The background for the report
In many countries north and south of the equator, citizens are asking whether lucrative deals to extract their countries’ non-renewable and finite natural resources provide meaningful investment opportunities to escape poverty.
A change of focus
Until now, the main focus of questions in this respect has been on corruption and poor leadership, as citizens have both a right and a duty to hold their leaders accountable. History has given us countless examples of a state’s apparatus and its leaders failing to protect citizens and promote democracy. That said, many nation states find it virtually impossible to penetrate the secrecy surrounding international billion dollar agreements to extract non- renewable and finite natural resources.
The secrecy industry
Global financial and technological integration has made it easier for multinational companies to structure transactions and profit between jurisdictions, helped by armies of corporate accountants and lawyers. Out of public sight, around 60-70% of multinational trade is intragroup through the use of subsidiaries.
How bad is it?
So Publish What You Pay Norway wanted to establish the number of subsidiaries extractive companies use, where they are located and how many of them are incorporated in so-called ‘secrecy jurisdictions’. We commissioned Nick Mathiason, Business Correspondent at the Bureau of Investigative Journalism and a former senior Guardian and Observer journalist, to carry out a journalistic investigation, working with participants in our TRACE programme to see what information they could gather. They have worked tirelessly to uncover information in many countries worldwide.
What did we do?
We have examined 10 of the world´s largest international extractive companies
We have mapped these companies number of subsidiaries
We have mapped where the subsidiaries are incorporated
We have mapped the number of subsidiaries located in tax havens
We have mapped preferences related to tax havens
We have confirmed how difficult it is to get information, both in the North and in the South
We have created a database where we have plotted these findings, which we will make available on our web page
We show the companies´ reported revenues, their reported costs, their reported total tax on income and their reported net profits.
What did we find?
Ten of the world’s most powerful oil, gas and mining companies own 6,038 subsidiaries
Over a third of their subsidiaries are based in secrecy jurisdictions. (34.5%)
The global Extractive Industry’s favourite place to incorporate is by far the US state of Delaware with 15.2% of the subsidiaries located there.
The second favourite Extractive Industry Company (EIC) Secrecy Jurisdiction is the Netherlands, where 358 subsidiaries belonging to EI giants are based.
Chevron is the most opaque EIC major in this study. 62% of Chevron’s 77 subsidiaries are located in Secrecy Jurisdictions.
ConocoPhillips is the second most opaque oil and gas major in this report with 57% of its 536 subsidiaries incorporated in Secrecy Jurisdictions.
Chevron, Conoco and Exxon are the three US EI major companies surveyed in this report. Combined, 439 (56.1%) of those three North American oil majors’ 783 subsidiaries are incorporated in Secrecy Jurisdictions.
Glencore International AG is the most opaque mining company in the Piping Profits survey with 46% of its 46 subsidiaries incorporated in Secrecy Jurisdictions.
Please see our "Piping Profits Database" where the information we found is available with search functions on parent companies, subsidiary names, locations of subsidiaries and the percentage owned by the parent company
Contributions
We are honoured that Raymond Baker, director of Global Financial Integrity and the author of Capitalism’s Achilles Heel, has agreed to write the introduction to this report. We would also like to thank Kevin Kallaugher, the eminent Economist illustrator, for creating the art on the front cover, and world renowned photographer Gideon Mendel for contributing his photographs of African miners which appear in this report. Finally, we would like to thank all those who have supported us with their knowledge and precious time in the making of this report.
Financing
This report would not have been possible without funding from the Norwegian Ministry of Foreign Affairs through its Dialogue programme. We are very grateful for this.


# Assigned task
Look through the data below and show every line that includes "nodes".

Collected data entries

• • • • • • •

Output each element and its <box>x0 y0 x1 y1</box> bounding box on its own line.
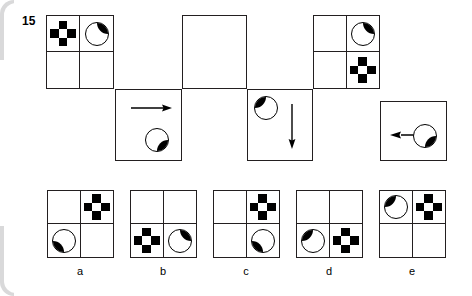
cell-top-right <box>347 16 380 52</box>
arrow-right-icon <box>131 102 171 114</box>
option-b-label: b <box>143 265 183 277</box>
arrow-down-icon <box>286 104 298 148</box>
cell-bottom-left <box>47 52 80 88</box>
cell-bottom-left <box>380 224 413 257</box>
cell-top-left <box>47 16 80 52</box>
option-d-label: d <box>309 265 349 277</box>
transform-box-c[interactable] <box>380 101 447 161</box>
cell-bottom-right <box>330 224 363 257</box>
pie-top-right-black-icon <box>351 22 375 46</box>
cell-bottom-right <box>164 224 197 257</box>
cell-bottom-left <box>214 224 247 257</box>
sequence-box-2-empty[interactable] <box>182 15 247 89</box>
cell-top-left <box>214 191 247 224</box>
cell-bottom-right <box>81 224 114 257</box>
cell-top-right <box>247 191 280 224</box>
transform-box-b[interactable] <box>247 89 313 161</box>
cell-bottom-right <box>80 52 113 88</box>
cross-icon <box>84 194 110 220</box>
sequence-box-1[interactable] <box>46 15 114 89</box>
option-e-label: e <box>392 265 432 277</box>
option-d-box[interactable] <box>296 190 363 258</box>
cell-bottom-left <box>314 52 347 88</box>
cross-icon <box>350 57 376 83</box>
question-number: 15 <box>22 14 35 28</box>
cross-icon <box>134 228 160 254</box>
cell-top-right <box>330 191 363 224</box>
cell-top-right <box>413 191 446 224</box>
pie-top-left-black-icon <box>384 195 408 219</box>
pie-top-right-black-icon <box>168 229 192 253</box>
pie-bottom-left-black-icon <box>52 229 76 253</box>
cross-icon <box>250 194 276 220</box>
cell-top-left <box>48 191 81 224</box>
pie-bottom-right-black-icon <box>145 128 169 152</box>
cell-bottom-left <box>131 224 164 257</box>
option-c-label: c <box>226 265 266 277</box>
pie-bottom-left-black-icon <box>251 229 275 253</box>
cell-top-left <box>314 16 347 52</box>
cell-top-left <box>131 191 164 224</box>
cross-icon <box>50 21 76 47</box>
cell-bottom-right <box>347 52 380 88</box>
option-a-box[interactable] <box>47 190 114 258</box>
cross-icon <box>416 194 442 220</box>
cell-bottom-right <box>247 224 280 257</box>
option-c-box[interactable] <box>213 190 280 258</box>
option-a-label: a <box>60 265 100 277</box>
option-b-box[interactable] <box>130 190 197 258</box>
pie-top-right-black-icon <box>85 22 109 46</box>
cell-top-right <box>81 191 114 224</box>
cell-top-left <box>297 191 330 224</box>
pie-bottom-right-black-icon <box>413 124 437 148</box>
cell-bottom-left <box>48 224 81 257</box>
cell-top-right <box>80 16 113 52</box>
cell-top-left <box>380 191 413 224</box>
puzzle-page: 15 <box>0 0 472 296</box>
cell-bottom-left <box>297 224 330 257</box>
pie-top-left-black-icon <box>301 229 325 253</box>
pie-top-left-black-icon <box>254 96 278 120</box>
cell-top-right <box>164 191 197 224</box>
cross-icon <box>333 228 359 254</box>
cell-bottom-right <box>413 224 446 257</box>
sequence-box-3[interactable] <box>313 15 380 89</box>
transform-box-a[interactable] <box>115 89 182 161</box>
option-e-box[interactable] <box>379 190 446 258</box>
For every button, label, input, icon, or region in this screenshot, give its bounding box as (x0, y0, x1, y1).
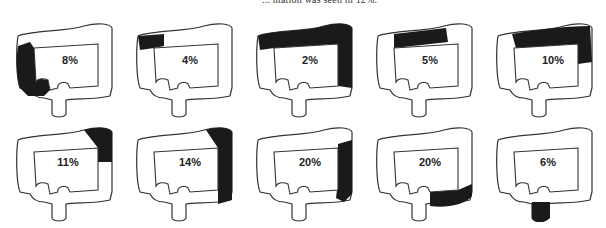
colon-diagram: 11% (14, 122, 124, 217)
colon-diagram: 4% (134, 18, 244, 113)
percent-label: 20% (290, 156, 330, 168)
colon-outline-icon (494, 18, 600, 118)
colon-outline-icon (14, 122, 120, 222)
colon-outline-icon (494, 122, 600, 222)
colon-diagram: 2% (254, 18, 364, 113)
colon-diagram: 14% (134, 122, 244, 217)
colon-diagram: 20% (254, 122, 364, 217)
colon-diagram: 8% (14, 18, 124, 113)
colon-outline-icon (374, 18, 480, 118)
percent-label: 8% (50, 54, 90, 66)
colon-outline-icon (134, 122, 240, 222)
colon-diagram: 10% (494, 18, 604, 113)
percent-label: 14% (170, 156, 210, 168)
colon-outline-icon (254, 122, 360, 222)
percent-label: 10% (533, 54, 573, 66)
percent-label: 6% (528, 156, 568, 168)
percent-label: 20% (410, 156, 450, 168)
colon-outline-icon (14, 18, 120, 118)
colon-outline-icon (374, 122, 480, 222)
colon-diagram: 20% (374, 122, 484, 217)
percent-label: 11% (48, 156, 88, 168)
colon-diagram: 6% (494, 122, 604, 217)
caption-fragment: ... ntation was seen in 12%. (262, 0, 377, 5)
percent-label: 2% (290, 54, 330, 66)
colon-outline-icon (254, 18, 360, 118)
percent-label: 5% (410, 54, 450, 66)
colon-outline-icon (134, 18, 240, 118)
percent-label: 4% (170, 54, 210, 66)
colon-diagram: 5% (374, 18, 484, 113)
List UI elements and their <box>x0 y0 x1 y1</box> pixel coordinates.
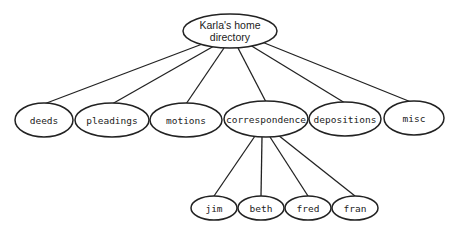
subfolder-label: beth <box>250 203 273 214</box>
edge-root-to-pleadings <box>112 46 214 104</box>
edge-root-to-motions <box>186 48 224 104</box>
root-label-line2: directory <box>210 31 251 43</box>
folder-node-motions: motions <box>150 103 222 137</box>
edge-root-to-correspondence <box>238 48 266 102</box>
folder-label: pleadings <box>86 115 137 126</box>
folder-node-misc: misc <box>384 101 444 135</box>
edge-correspondence-to-beth <box>261 137 262 196</box>
folder-node-pleadings: pleadings <box>75 103 149 137</box>
subfolder-node-jim: jim <box>191 196 237 220</box>
folder-node-correspondence: correspondence <box>224 101 308 137</box>
subfolder-node-fred: fred <box>285 196 331 220</box>
subfolder-nodes: jim beth fred fran <box>191 196 378 220</box>
root-node-karlas-home-directory: Karla's home directory <box>183 14 277 48</box>
folder-label: misc <box>403 113 426 124</box>
edge-correspondence-to-jim <box>214 136 255 196</box>
edge-correspondence-to-fran <box>278 135 355 196</box>
directory-tree-diagram: Karla's home directory deeds pleadings m… <box>0 0 455 234</box>
edge-root-to-misc <box>262 42 411 102</box>
folder-label: motions <box>166 115 206 126</box>
folder-label: deeds <box>30 115 59 126</box>
subfolder-node-beth: beth <box>238 196 284 220</box>
edge-root-to-depositions <box>250 45 345 103</box>
subfolder-label: fran <box>344 203 367 214</box>
folder-nodes: deeds pleadings motions correspondence d… <box>15 101 444 137</box>
edge-correspondence-to-fred <box>270 137 308 196</box>
folder-node-deeds: deeds <box>15 103 73 137</box>
subfolder-label: fred <box>297 203 320 214</box>
folder-node-depositions: depositions <box>309 102 381 136</box>
folder-label: correspondence <box>226 114 306 125</box>
subfolder-node-fran: fran <box>332 196 378 220</box>
root-label-line1: Karla's home <box>200 19 261 31</box>
folder-label: depositions <box>314 114 377 125</box>
edge-root-to-deeds <box>44 43 205 104</box>
subfolder-label: jim <box>205 203 222 214</box>
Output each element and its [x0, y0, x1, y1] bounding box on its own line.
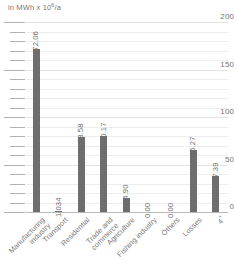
y-tick-minor: [10, 89, 25, 90]
y-tick-minor: [10, 193, 25, 194]
y-tick-minor: [10, 41, 25, 42]
unit-prefix: in MWh x 10: [8, 3, 51, 12]
y-tick-minor: [10, 127, 25, 128]
gridline-minor: [26, 89, 228, 90]
y-tick-minor: [10, 51, 25, 52]
y-tick-major: [4, 22, 25, 23]
gridline-major: [26, 70, 228, 71]
category-footnote-marker: *: [217, 214, 223, 220]
y-axis-unit-caption: in MWh x 106/a: [8, 3, 61, 12]
y-tick-major: [4, 165, 25, 166]
y-tick-minor: [10, 136, 25, 137]
gridline-minor: [26, 146, 228, 147]
bar-value-label: 1.034: [54, 198, 63, 218]
y-tick-minor: [10, 108, 25, 109]
y-tick-major: [4, 117, 25, 118]
bar: [33, 49, 40, 212]
unit-suffix: /a: [55, 3, 62, 12]
bar-value-label: 0.00: [166, 203, 175, 218]
bar-value-label: 172.06: [31, 31, 40, 55]
y-tick-label: 200: [210, 12, 234, 21]
y-tick-minor: [10, 146, 25, 147]
bar-value-label: 80.17: [99, 122, 108, 142]
bar-value-label: 65.27: [188, 136, 197, 156]
gridline-minor: [26, 32, 228, 33]
y-tick-minor: [10, 32, 25, 33]
bar-chart: in MWh x 106/a 050100150200 Manufacturin…: [0, 0, 234, 279]
gridline-minor: [26, 51, 228, 52]
gridline-minor: [26, 174, 228, 175]
gridline-minor: [26, 127, 228, 128]
bar-value-label: 37.39: [211, 163, 220, 183]
gridline-major: [26, 117, 228, 118]
y-tick-major: [4, 70, 25, 71]
bar-value-label: 14.90: [121, 184, 130, 204]
gridline-major: [26, 22, 228, 23]
y-tick-minor: [10, 79, 25, 80]
y-tick-major: [4, 212, 25, 213]
bar: [78, 137, 85, 212]
y-tick-minor: [10, 184, 25, 185]
bar: [190, 150, 197, 212]
x-axis-category-label: Manufacturing industry: [0, 216, 53, 279]
bar-value-label: 78.58: [76, 124, 85, 144]
gridline-minor: [26, 98, 228, 99]
y-tick-minor: [10, 98, 25, 99]
y-tick-minor: [10, 203, 25, 204]
gridline-minor: [26, 79, 228, 80]
gridline-minor: [26, 108, 228, 109]
y-tick-minor: [10, 155, 25, 156]
bar: [100, 136, 107, 212]
y-tick-minor: [10, 60, 25, 61]
gridline-minor: [26, 60, 228, 61]
gridline-minor: [26, 136, 228, 137]
gridline-major: [26, 165, 228, 166]
gridline-minor: [26, 41, 228, 42]
y-tick-minor: [10, 174, 25, 175]
gridline-minor: [26, 155, 228, 156]
bar-value-label: 0.00: [143, 203, 152, 218]
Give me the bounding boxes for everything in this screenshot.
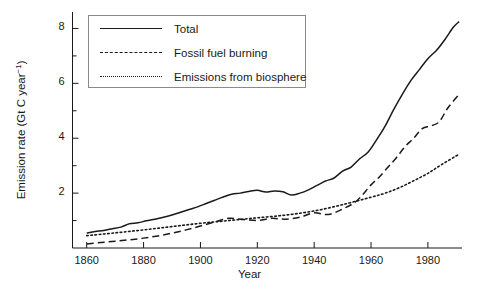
x-axis-tick-label: 1940 xyxy=(289,254,339,266)
x-axis-label: Year xyxy=(0,268,499,280)
y-axis-tick-label: 4 xyxy=(39,130,65,142)
legend-line-dashed-icon xyxy=(100,47,162,59)
y-axis-label-superscript: −1 xyxy=(13,64,22,73)
legend-label-fossil-fuel-burning: Fossil fuel burning xyxy=(174,47,267,59)
y-axis-label: Emission rate (Gt C year−1) xyxy=(0,0,40,260)
chart-legend: Total Fossil fuel burning Emissions from… xyxy=(88,15,306,88)
legend-label-emissions-from-biosphere: Emissions from biosphere xyxy=(174,71,306,83)
x-axis-tick-label: 1880 xyxy=(119,254,169,266)
legend-item-emissions-from-biosphere: Emissions from biosphere xyxy=(89,65,305,89)
legend-line-solid-icon xyxy=(100,23,162,35)
legend-line-dotted-icon xyxy=(100,71,162,83)
legend-item-fossil-fuel-burning: Fossil fuel burning xyxy=(89,41,305,65)
y-axis-tick-label: 2 xyxy=(39,185,65,197)
y-axis-tick-label: 8 xyxy=(39,20,65,32)
legend-label-total: Total xyxy=(174,23,198,35)
y-axis-tick-label: 6 xyxy=(39,75,65,87)
x-axis-tick-label: 1860 xyxy=(62,254,112,266)
series-line-emissions-from-biosphere xyxy=(87,154,459,236)
y-axis-label-close: ) xyxy=(15,61,27,65)
x-axis-tick-label: 1920 xyxy=(232,254,282,266)
x-axis-tick-label: 1960 xyxy=(346,254,396,266)
x-axis-tick-label: 1980 xyxy=(403,254,453,266)
x-axis-label-text: Year xyxy=(238,268,261,280)
x-axis-tick-label: 1900 xyxy=(175,254,225,266)
chart-figure: Emission rate (Gt C year−1) Year 2468186… xyxy=(0,0,499,292)
legend-item-total: Total xyxy=(89,17,305,41)
y-axis-label-text: Emission rate (Gt C year xyxy=(15,74,27,200)
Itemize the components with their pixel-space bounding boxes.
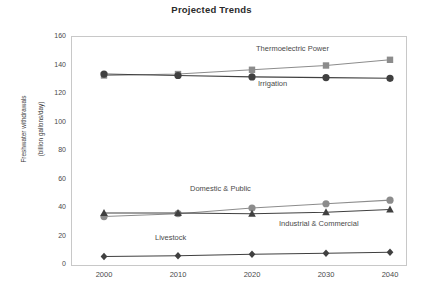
data-point-marker [387,248,394,256]
data-point-marker [323,62,329,68]
series-livestock [101,248,394,260]
chart-container: Projected Trends Freshwater withdrawals … [0,0,423,297]
data-point-marker [387,57,393,63]
series-label: Thermoelectric Power [256,44,329,53]
series-layer [100,57,394,261]
data-point-marker [386,197,393,204]
series-domestic-public [100,197,393,221]
series-label: Industrial & Commercial [279,219,359,228]
data-point-marker [174,72,181,79]
series-label: Irrigation [258,79,287,88]
data-point-marker [386,75,393,82]
data-point-marker [322,200,329,207]
series-irrigation [100,70,393,81]
data-point-marker [175,252,182,260]
data-point-marker [249,67,255,73]
series-line [104,209,390,213]
data-point-marker [323,250,330,258]
data-point-marker [248,73,255,80]
data-point-marker [249,251,256,259]
data-point-marker [386,205,394,212]
plot-area [0,0,423,297]
series-label: Domestic & Public [190,184,251,193]
data-point-marker [100,70,107,77]
series-label: Livestock [155,233,186,242]
series-line [104,252,390,256]
data-point-marker [101,253,108,261]
series-line [104,74,390,78]
data-point-marker [322,74,329,81]
series-line [104,60,390,76]
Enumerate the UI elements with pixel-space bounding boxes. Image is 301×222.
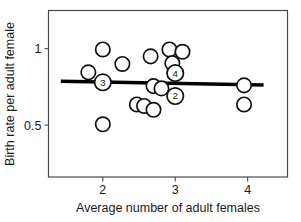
data-point-count-label: 3 (100, 77, 105, 88)
scatter-plot-figure: 10.5 234 342 Average number of adult fem… (0, 0, 301, 222)
x-tick-label: 3 (172, 183, 179, 197)
data-point-count-label: 4 (173, 68, 178, 79)
data-point (81, 65, 95, 79)
data-point (237, 78, 251, 92)
data-point (96, 42, 110, 56)
data-point (154, 81, 168, 95)
x-tick-label: 4 (244, 183, 251, 197)
data-point (237, 97, 251, 111)
data-point (175, 45, 189, 59)
x-axis-label: Average number of adult females (76, 201, 260, 215)
y-axis-label: Birth rate per adult female (3, 22, 17, 166)
y-tick-label: 0.5 (24, 119, 41, 133)
y-tick-label: 1 (35, 42, 42, 56)
data-point (162, 42, 176, 56)
data-point-count-label: 2 (173, 90, 178, 101)
chart-canvas: 10.5 234 342 Average number of adult fem… (0, 0, 301, 222)
data-point (146, 103, 160, 117)
data-point (115, 57, 129, 71)
data-point (96, 117, 110, 131)
data-point (143, 49, 157, 63)
x-tick-label: 2 (99, 183, 106, 197)
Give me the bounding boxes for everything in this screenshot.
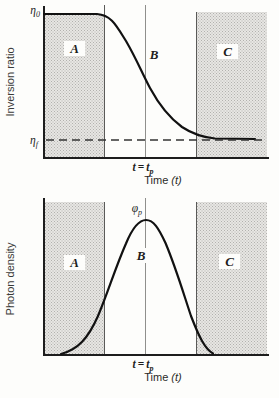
phi-peak-label: φp <box>112 202 142 214</box>
bottom-region-b-label: B <box>134 248 148 263</box>
bottom-ab-boundary-line <box>104 202 105 354</box>
eta-final-label: ηf <box>14 134 38 146</box>
q-switch-figure: Inversion ratio η0 ηf A B C t=tp Time (t… <box>0 0 279 398</box>
bottom-tp-marker: t=tp <box>103 358 183 370</box>
bottom-y-axis-title: Photon density <box>4 234 16 324</box>
bottom-x-axis-title: Time (t) <box>123 371 203 383</box>
top-region-a-shading <box>44 14 104 157</box>
eta-initial-label: η0 <box>16 4 40 16</box>
top-tp-vertical-line <box>145 5 146 157</box>
bottom-y-axis <box>43 198 45 356</box>
bottom-region-a-label: A <box>64 255 85 270</box>
top-y-axis-title: Inversion ratio <box>4 37 16 127</box>
top-x-axis-title: Time (t) <box>123 174 203 186</box>
top-region-c-shading <box>197 12 267 157</box>
bottom-tp-vertical-line <box>145 198 146 354</box>
bottom-bc-boundary-line <box>196 202 197 354</box>
bottom-region-c-shading <box>196 202 267 354</box>
top-region-a-label: A <box>64 41 85 56</box>
top-ab-boundary-line <box>104 5 105 157</box>
bottom-x-axis <box>43 354 269 356</box>
top-region-c-label: C <box>217 44 238 59</box>
bottom-region-a-shading <box>44 202 104 354</box>
top-x-axis <box>43 157 269 159</box>
top-bc-boundary-line <box>196 12 197 157</box>
top-tp-marker: t=tp <box>103 161 183 173</box>
bottom-region-c-label: C <box>219 254 240 269</box>
top-y-axis <box>43 6 45 159</box>
top-region-b-label: B <box>147 47 161 62</box>
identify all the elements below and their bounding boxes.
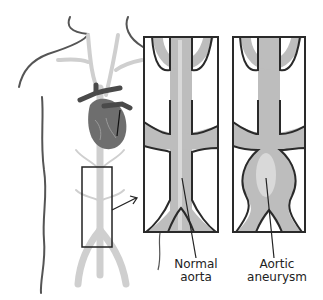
normal-aorta-label: Normal aorta: [168, 258, 224, 284]
normal-aorta-panel: [140, 30, 222, 270]
pointer-arrow: [112, 196, 137, 210]
aneurysm-label-line2: aneurysm: [244, 271, 310, 284]
normal-label-line2: aorta: [168, 271, 224, 284]
aorta-diagram: [0, 0, 323, 300]
aortic-aneurysm-label: Aortic aneurysm: [244, 258, 310, 284]
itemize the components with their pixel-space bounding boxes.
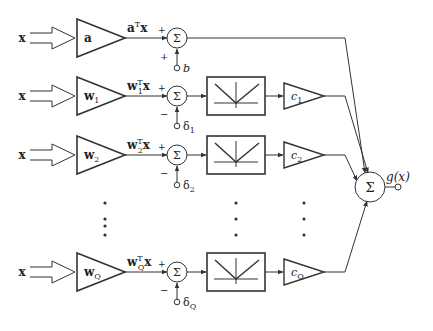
input-arrow-icon bbox=[30, 144, 75, 166]
weight-label: wQ bbox=[83, 265, 101, 281]
coefficient-label: c2 bbox=[291, 149, 302, 164]
bias-terminal bbox=[174, 299, 180, 305]
ellipsis-dot bbox=[302, 233, 305, 236]
product-label: aTx bbox=[127, 20, 148, 35]
product-label: wTQx bbox=[126, 254, 152, 272]
bypass-line bbox=[187, 38, 365, 173]
input-label-x: x bbox=[18, 89, 26, 103]
coefficient-gain-block bbox=[284, 259, 324, 285]
input-sign: + bbox=[158, 25, 166, 35]
ellipsis-dot bbox=[103, 233, 106, 236]
input-sign: + bbox=[158, 83, 166, 93]
weight-label: a bbox=[84, 31, 92, 45]
ellipsis-dot bbox=[302, 217, 305, 220]
ellipsis-dot bbox=[234, 217, 237, 220]
sum-symbol: Σ bbox=[173, 32, 181, 45]
ellipsis-dot bbox=[302, 201, 305, 204]
abs-function-icon bbox=[215, 260, 259, 279]
output-label: g(x) bbox=[386, 170, 410, 184]
bias-sign: − bbox=[160, 109, 168, 120]
block-diagram: xaaTx++Σbxw1wT1x+−Σδ1c1xw2wT2x+−Σδ2c2xwQ… bbox=[0, 0, 433, 331]
input-label-x: x bbox=[18, 31, 26, 45]
bias-label: δQ bbox=[183, 296, 197, 311]
input-arrow-icon bbox=[30, 261, 75, 283]
input-arrow-icon bbox=[30, 27, 75, 49]
ellipsis-dot bbox=[103, 217, 106, 220]
weight-label: w2 bbox=[83, 148, 99, 164]
bias-terminal bbox=[174, 182, 180, 188]
ellipsis-dot bbox=[103, 201, 106, 204]
sum-symbol: Σ bbox=[173, 149, 181, 162]
input-sign: + bbox=[158, 142, 166, 152]
coefficient-gain-block bbox=[284, 142, 324, 168]
diagram-svg: xaaTx++Σbxw1wT1x+−Σδ1c1xw2wT2x+−Σδ2c2xwQ… bbox=[0, 0, 433, 331]
product-label: wT1x bbox=[126, 78, 151, 96]
product-label: wT2x bbox=[126, 137, 151, 155]
output-connector-line bbox=[324, 96, 368, 173]
abs-function-icon bbox=[215, 143, 259, 162]
coefficient-label: c1 bbox=[291, 90, 302, 105]
input-arrow-icon bbox=[30, 85, 75, 107]
output-sum-symbol: Σ bbox=[365, 180, 374, 195]
output-terminal bbox=[395, 184, 401, 190]
sum-symbol: Σ bbox=[173, 266, 181, 279]
input-label-x: x bbox=[18, 148, 26, 162]
coefficient-gain-block bbox=[284, 83, 324, 109]
bias-label: δ2 bbox=[183, 179, 195, 194]
ellipsis-dot bbox=[234, 233, 237, 236]
ellipsis-dot bbox=[234, 201, 237, 204]
output-connector-line bbox=[324, 155, 357, 181]
ellipsis-dot bbox=[103, 224, 106, 227]
output-connector-line bbox=[324, 201, 367, 272]
abs-function-icon bbox=[215, 84, 259, 103]
weight-label: w1 bbox=[83, 89, 99, 105]
sum-symbol: Σ bbox=[173, 90, 181, 103]
input-label-x: x bbox=[18, 265, 26, 279]
bias-terminal bbox=[174, 65, 180, 71]
bias-sign: + bbox=[160, 51, 168, 62]
input-sign: + bbox=[158, 259, 166, 269]
bias-label: δ1 bbox=[183, 120, 195, 135]
bias-sign: − bbox=[160, 168, 168, 179]
bias-sign: − bbox=[160, 285, 168, 296]
bias-terminal bbox=[174, 123, 180, 129]
bias-label: b bbox=[183, 62, 190, 75]
coefficient-label: cQ bbox=[291, 266, 304, 281]
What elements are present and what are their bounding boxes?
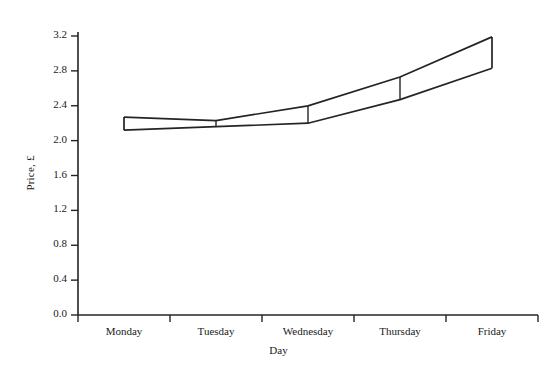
x-axis-title: Day xyxy=(0,344,557,356)
y-tick-label: 0.8 xyxy=(53,237,67,249)
x-tick-label: Friday xyxy=(432,325,552,337)
y-axis-title: Price, £ xyxy=(24,143,36,203)
y-tickmarks xyxy=(71,36,78,315)
y-tick-label: 2.8 xyxy=(53,63,67,75)
x-tickmarks xyxy=(78,315,538,322)
plot-area xyxy=(0,0,557,370)
y-tick-label: 3.2 xyxy=(53,28,67,40)
y-tick-label: 0.4 xyxy=(53,272,67,284)
y-tick-label: 2.0 xyxy=(53,133,67,145)
y-tick-label: 1.6 xyxy=(53,168,67,180)
y-tick-label: 2.4 xyxy=(53,98,67,110)
y-tick-label: 1.2 xyxy=(53,202,67,214)
y-tick-label: 0.0 xyxy=(53,307,67,319)
chart-figure: Price, £ Day 0.00.40.81.21.62.02.42.83.2… xyxy=(0,0,557,370)
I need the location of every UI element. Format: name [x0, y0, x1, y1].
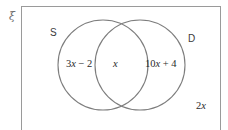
region-d-only-suffix: + 4 — [160, 58, 176, 69]
region-intersection-variable: x — [113, 58, 118, 69]
region-outside-variable: x — [201, 100, 206, 111]
set-label-s: S — [50, 28, 57, 38]
set-label-d: D — [188, 34, 195, 44]
region-label-s-only: 3x − 2 — [66, 59, 92, 70]
region-label-d-only: 10x + 4 — [145, 59, 177, 70]
region-label-outside: 2x — [196, 101, 206, 112]
region-s-only-suffix: − 2 — [76, 58, 92, 69]
venn-diagram-figure: ξ S D 3x − 2 x 10x + 4 2x — [0, 0, 228, 130]
region-label-intersection: x — [113, 59, 118, 70]
region-d-only-prefix: 10 — [145, 58, 156, 69]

• • • • • • •

# Response
subfolder-nodes: jim beth fred fran <box>191 196 378 220</box>
folder-nodes: deeds pleadings motions correspondence d… <box>15 101 444 137</box>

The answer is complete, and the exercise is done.